Even if they got an immobilizer, people might still try to break into them given their reputation for being easily stolen. At the very least, they'd have to worry about broken windows and messed up steering column stuff. It's probably a decent idea to sell and move on if they can afford to, although I'd personally go with another brand than Subaru.
While I'm all for descheduling psilocybin (and decriminalizing it as well), it should be noted that this was a very small sample size study (15 people) and I've heard anecdotal warnings to not take shrooms if bipolar or schizophrenic for years, as there might be a slight risk of psychosis.
A lot don't have immobilizers (the thing that locks the steering wheel) and you don't need even need to hot wire, just rip out the guard under the steering wheel and put a USB plug in and turn (the plug fits the hole). It's pretty bad, and it became more known after TikTok started sharing how easy it was to do.
My somewhat cynical view is that the airlines are trying to aim for damage control as much as possible, and are tying to throw red herirngs to divert from failings on the airlines part. In this case, shrooms. If the airlines get looked at, I suspect the whole fact that he was probably that sleep deprived and it wasn't seen as not normal could lead to actual action against airlines.
Nah, shrooms only last around 5-7hrs. In the worst case scenario, assume 8hrs so he was most assuredly not tripping. Probably sleep deprivation.
While not it's not mentioned in this article, he actually said he took mushrooms around 48 hrs before getting onto the plane, which would mean his trip was definitely over. He said he thought he was dreaming, which would probably be better attributed to the fact he hadn't slept in around 40hrs. I suspect this is a case of "the mushies did it!" being reported over questions of "how was someone in that bad of mental shape was in the cockpit of a plane? " being asked.
It pretty obviously was, which is why the case was so obviously a slam dunk. Basically, she stood up for the employee who called the police (essentially Starbucks' policy at the time when people wouldn't leave the establishment after being asked first), and got fired in turn as Starbucks was trying to clean house on the whole thing and not get called racist. She definitely had a case.
I think a lot of the issue is that softbank had the idea of if they can invest a bit and get a good amount of growth, how about they invest a ton more from the outset and "guarentee" insane growth. They did that with a few startups and it worked, then they did it with WeWork and it spectacularly backfired. The basic premise of WeWork was pretty sound until the real estate market started going up in price, which kind of blew up the margins that WeWork lived in. That and a frankly financially crazy CEO kind of ruined it.
Looks at people on the other side of the divide, ranting about the latest conspiracy theory, very against abortion (to the point of stoning women who want an abortion), saying that slavery was beneficial towards slave's skill sets, wanting to expand child labor because "No oNe Wants to woRk aNYmoRe" (rather than no one paying enough, which seems to be the real reason):
"I think I'm good. "
Please don't, the misunderstanding is common, and it just reinforces the point of the rebuttal. I've seen sooo many anti CP laws trying to be forced through congress, but most of it is just bullshit surveillance or drm stuff but it gets the support from people like you who (understandably) hear about the propagation of CP and support stopping it via those laws.
That if you know how to code, you understand how computers work and understand really complicated math concepts.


YOUR OBJECTIVE: All lines in the material with the string "counter" should be listed.

※ ※ ※

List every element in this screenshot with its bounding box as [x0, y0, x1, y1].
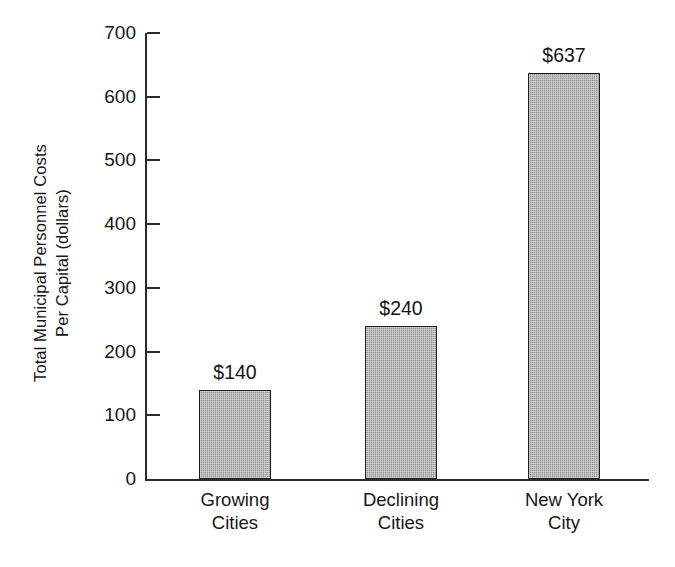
- x-axis-category-label-line-2: City: [484, 512, 644, 535]
- x-axis-category-label-line-2: Cities: [321, 512, 481, 535]
- y-axis-tick-label: 600: [84, 87, 136, 106]
- y-axis-tick-label: 700: [84, 23, 136, 42]
- x-axis-category-label: GrowingCities: [155, 489, 315, 534]
- x-axis-category-label: New YorkCity: [484, 489, 644, 534]
- bar-value-label: $240: [341, 299, 461, 319]
- y-axis-tick-label: 300: [84, 278, 136, 297]
- y-axis-tick: [147, 159, 160, 161]
- bar: [199, 390, 271, 479]
- bar: [365, 326, 437, 479]
- bar-value-label: $637: [504, 46, 624, 66]
- y-axis-tick: [147, 223, 160, 225]
- y-axis-tick: [147, 32, 160, 34]
- x-axis-category-label-line-1: Growing: [201, 489, 270, 510]
- y-axis-tick: [147, 351, 160, 353]
- bar-chart: Total Municipal Personnel Costs Per Capi…: [0, 0, 675, 567]
- y-axis-tick-label: 100: [84, 405, 136, 424]
- y-axis-title: Total Municipal Personnel Costs Per Capi…: [18, 38, 86, 488]
- bar-value-label: $140: [175, 363, 295, 383]
- bar: [528, 73, 600, 479]
- y-axis-title-line-2: Per Capital (dollars): [52, 144, 74, 382]
- x-axis-category-label-line-1: New York: [525, 489, 603, 510]
- y-axis-tick: [147, 96, 160, 98]
- y-axis-tick: [147, 287, 160, 289]
- y-axis-tick-label: 0: [84, 469, 136, 488]
- y-axis-title-line-1: Total Municipal Personnel Costs: [31, 144, 49, 382]
- y-axis-tick-label: 500: [84, 150, 136, 169]
- y-axis-tick-label: 200: [84, 342, 136, 361]
- x-axis-line: [145, 479, 649, 481]
- x-axis-category-label: DecliningCities: [321, 489, 481, 534]
- y-axis-tick-label: 400: [84, 214, 136, 233]
- x-axis-category-label-line-1: Declining: [363, 489, 439, 510]
- x-axis-category-label-line-2: Cities: [155, 512, 315, 535]
- y-axis-tick: [147, 414, 160, 416]
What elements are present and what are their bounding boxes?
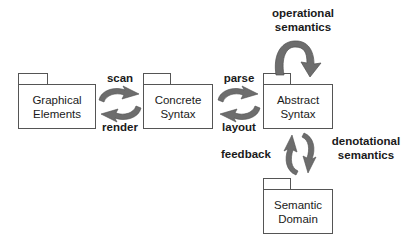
- scan-render-arrow-pair: [97, 85, 143, 123]
- package-label-line2: Syntax: [160, 107, 195, 121]
- render-label: render: [92, 121, 148, 135]
- graphical-elements-package[interactable]: Graphical Elements: [18, 73, 96, 129]
- package-label-line1: Semantic: [274, 198, 322, 212]
- operational-semantics-arrow: [272, 38, 328, 78]
- parse-layout-arrow-pair: [216, 85, 262, 123]
- package-label-line2: Domain: [278, 212, 318, 226]
- package-label-line1: Graphical: [32, 93, 81, 107]
- package-label-line2: Syntax: [280, 107, 315, 121]
- operational-semantics-label: operational semantics: [251, 7, 355, 34]
- denotational-semantics-label: denotational semantics: [322, 135, 410, 162]
- abstract-syntax-package[interactable]: Abstract Syntax: [263, 73, 333, 129]
- package-label-line1: Abstract: [277, 93, 319, 107]
- package-body: Graphical Elements: [18, 84, 96, 129]
- feedback-denotational-arrow-pair: [283, 131, 317, 177]
- layout-label: layout: [212, 121, 266, 135]
- concrete-syntax-package[interactable]: Concrete Syntax: [143, 73, 213, 129]
- diagram-canvas: Graphical Elements Concrete Syntax Abstr…: [0, 0, 412, 241]
- feedback-label: feedback: [221, 148, 271, 162]
- package-label-line1: Concrete: [155, 93, 202, 107]
- package-body: Abstract Syntax: [263, 84, 333, 129]
- package-body: Semantic Domain: [263, 189, 333, 234]
- package-label-line2: Elements: [33, 107, 81, 121]
- parse-label: parse: [214, 72, 264, 86]
- package-body: Concrete Syntax: [143, 84, 213, 129]
- semantic-domain-package[interactable]: Semantic Domain: [263, 178, 333, 234]
- scan-label: scan: [97, 72, 143, 86]
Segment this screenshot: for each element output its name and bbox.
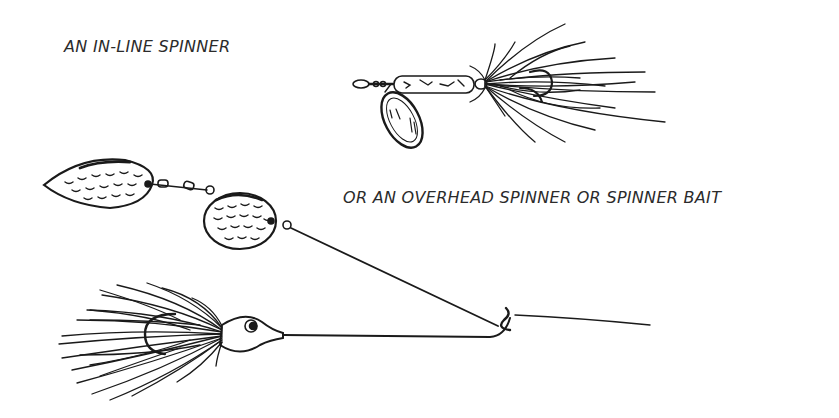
inline-spinner-illustration: [353, 24, 665, 154]
spinner-bait-illustration: [44, 159, 650, 400]
lure-illustrations: [0, 0, 839, 418]
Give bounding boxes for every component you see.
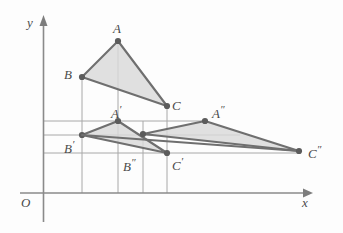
label-b-dprime: B″: [123, 157, 136, 173]
vertex-c-dprime: [296, 148, 302, 154]
vertex-c-prime: [164, 150, 170, 156]
prime-mark: ″: [220, 103, 225, 115]
vertex-c: [164, 103, 170, 109]
label-c-dprime: C″: [308, 144, 322, 160]
y-axis-arrow: [40, 15, 48, 26]
prime-mark: ″: [131, 156, 136, 168]
label-x-axis: x: [302, 196, 308, 209]
label-c: C: [172, 99, 181, 112]
triangle-a1b1c1: [79, 118, 170, 156]
label-b-prime: B′: [64, 139, 75, 155]
label-a-prime: A′: [111, 104, 122, 120]
prime-mark: ″: [317, 143, 322, 155]
geometry-figure: A B C A′ B′ C′ A″ B″ C″ O x y: [0, 0, 343, 233]
label-a: A: [113, 22, 121, 35]
vertex-a-dprime: [202, 118, 208, 124]
label-c-prime: C′: [172, 156, 183, 172]
triangle-abc: [79, 38, 170, 109]
prime-mark: ′: [119, 103, 122, 115]
prime-mark: ′: [72, 138, 75, 150]
prime-mark: ′: [181, 155, 184, 167]
label-b: B: [64, 68, 72, 81]
label-a-dprime: A″: [212, 104, 225, 120]
diagram-canvas: [0, 0, 343, 233]
vertex-b: [79, 74, 85, 80]
label-origin: O: [21, 196, 30, 209]
vertex-b-dprime: [140, 131, 146, 137]
label-y-axis: y: [27, 16, 33, 29]
vertex-a: [115, 38, 121, 44]
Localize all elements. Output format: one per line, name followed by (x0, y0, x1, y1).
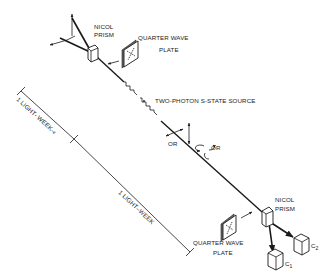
counter-c2-label: C2 (311, 242, 319, 251)
source-label: TWO-PHOTON S-STATE SOURCE (155, 97, 255, 104)
nicol-prism-top-label-2: PRISM (94, 31, 114, 38)
quarter-wave-bottom-label-2: PLATE (213, 249, 233, 256)
nicol-prism-bottom (262, 207, 293, 252)
counter-c1-label: C1 (285, 260, 293, 269)
or-label-circular: OR (211, 144, 221, 151)
photon-beam-lower (161, 121, 262, 212)
nicol-prism-bottom-label-1: NICOL (275, 196, 295, 203)
distance-long-label: 1 LIGHT–WEEK (117, 189, 156, 226)
distance-line-short (17, 87, 78, 143)
counter-c2 (294, 234, 309, 255)
quarter-wave-plate-bottom (221, 212, 252, 241)
quarter-wave-plate-top (108, 40, 138, 68)
quarter-wave-top-label-2: PLATE (159, 46, 179, 53)
or-label-linear: OR (168, 140, 178, 147)
distance-short-label: 1 LIGHT- WEEK–ε (15, 96, 58, 136)
quarter-wave-bottom-label-1: QUARTER WAVE (193, 239, 244, 246)
nicol-prism-top-label-1: NICOL (94, 23, 114, 30)
quarter-wave-top-label-1: QUARTER WAVE (138, 34, 189, 41)
nicol-prism-top (50, 14, 98, 62)
epr-experiment-diagram: NICOL PRISM QUARTER WAVE PLATE TWO-PHOTO… (0, 0, 334, 278)
nicol-prism-bottom-label-2: PRISM (275, 205, 295, 212)
distance-line-long (74, 139, 194, 256)
counter-c1 (268, 249, 283, 270)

※ ※ ※

WRITTEN RESPONSE:
counter-c2-label: C2 (311, 242, 319, 251)
counter-c1-label: C1 (285, 260, 293, 269)
counter-c2 (294, 234, 309, 255)
counter-c1 (268, 249, 283, 270)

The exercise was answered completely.